“We’ve got between five and six hundred dollars in the Silver Bend bank,” I replies.
“We did have, Ike. We did have a measly amount like that. How far will a amount like that go, I asks you? As old age sneaks upon us, Ike, and our hands lose their cunning we need to be upholstered in worldly goods or go to the bone-yard.”
“Has somebody robbed that danged bank?” I gasps.
“I hope not, Ike. I wrote a check for five hundred and gave it to Jay-Bird, so I ain’t worrying.”

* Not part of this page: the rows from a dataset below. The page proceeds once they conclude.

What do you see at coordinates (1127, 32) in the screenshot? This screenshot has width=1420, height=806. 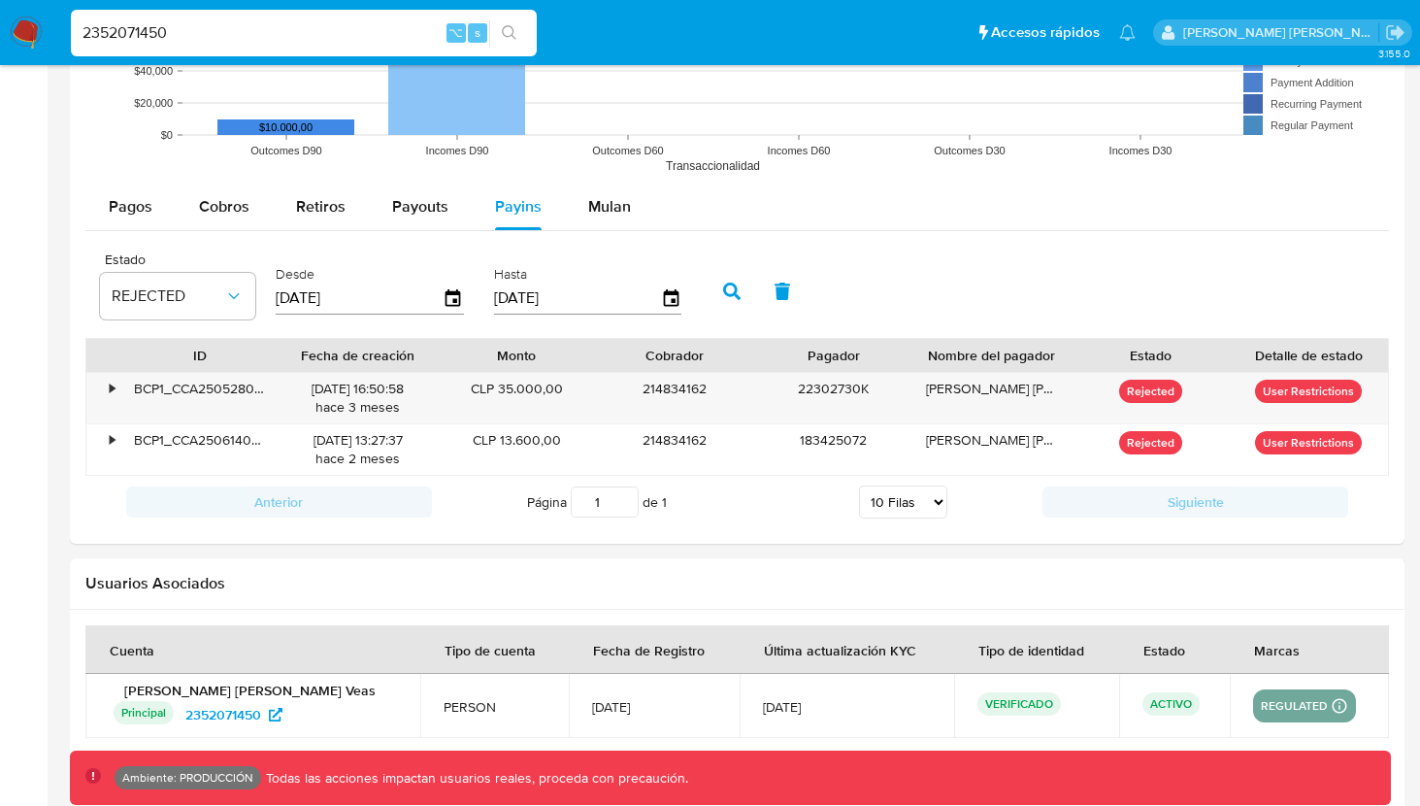 I see `a: Notificaciones` at bounding box center [1127, 32].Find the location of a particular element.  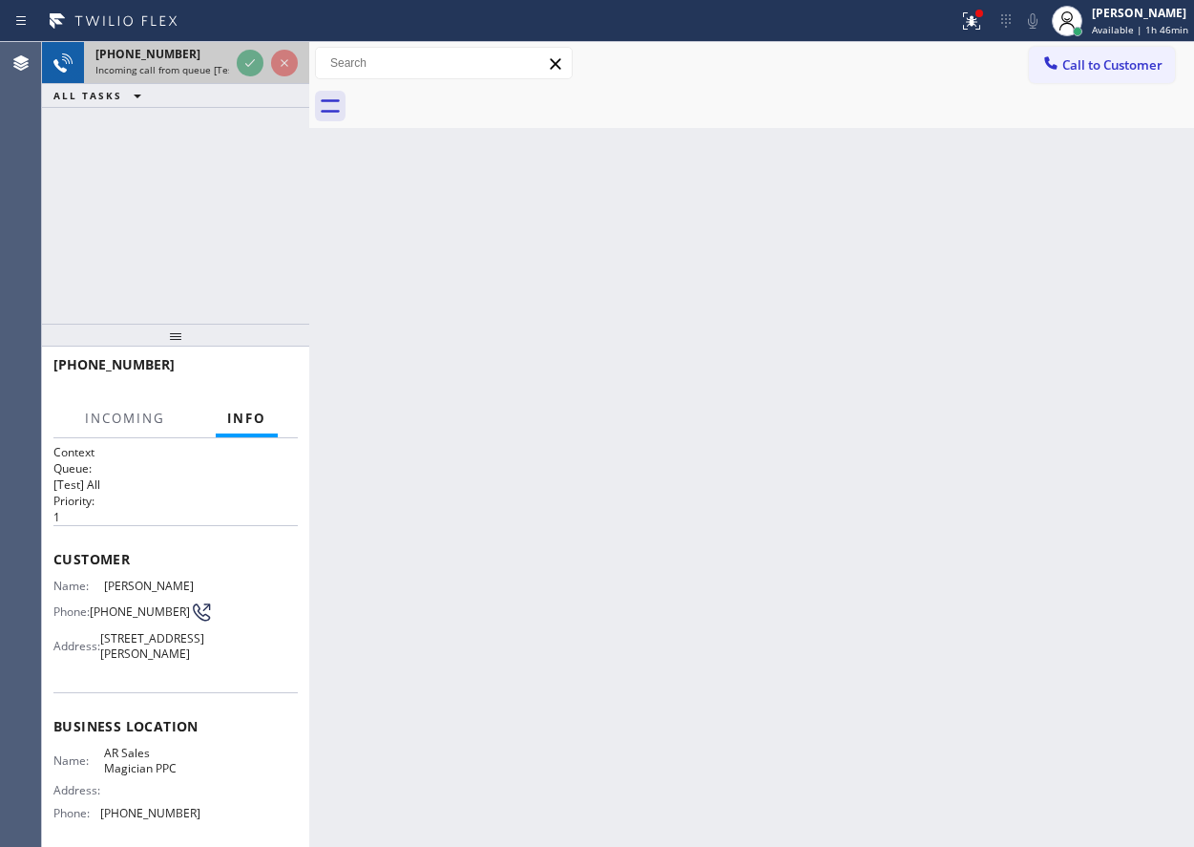

span: Available | 1h 46min is located at coordinates (1140, 30).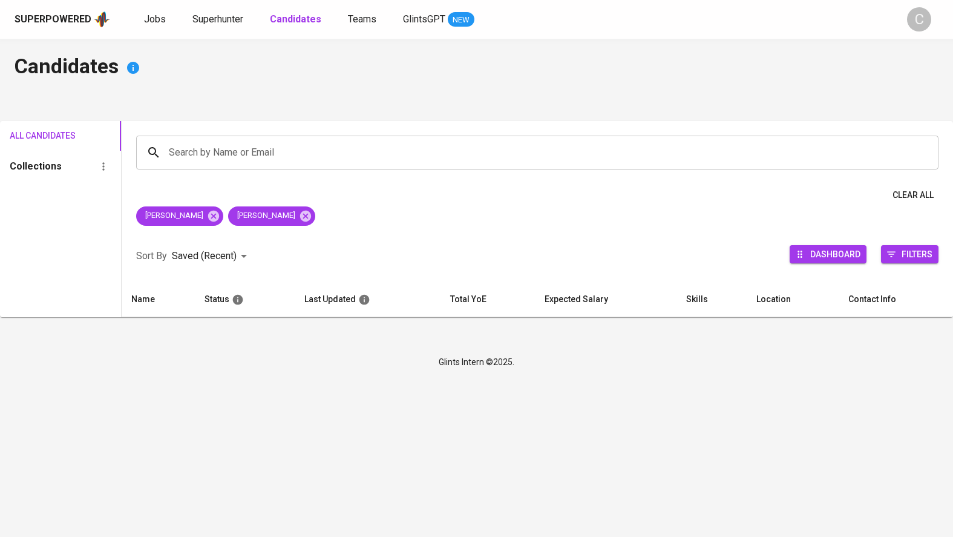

“The —— you did! What for, Magpie?”
“For the complete and entire ownership of Oswald’s Dog and Pony Show, which will be knowed in the future as Simpkins’ Stupendous Shows Combined.”
“Combined with what?” I whispers.
“I don’t know yet.”
I don’t say nothing more. I look at him—that’s all. I hope to die if I didn’t want to kill my pardner. I swallers hard and scratches the butt of my six-gun.
“I knowed you’d choke up with e-motion, Ike,” says he, reaching over to pat me on the back. “It’s a thing that only comes once in a man’s life, and I knowed it would make you happy. Opportunity knocked and I sure let her in. Come on, Ike, and we’ll make P. T. Barnum’s outfit look like a medicine show. Why, dog-gone it, Ike, we can run that outfit one season and clean up enough to let us loaf the rest of our lives.”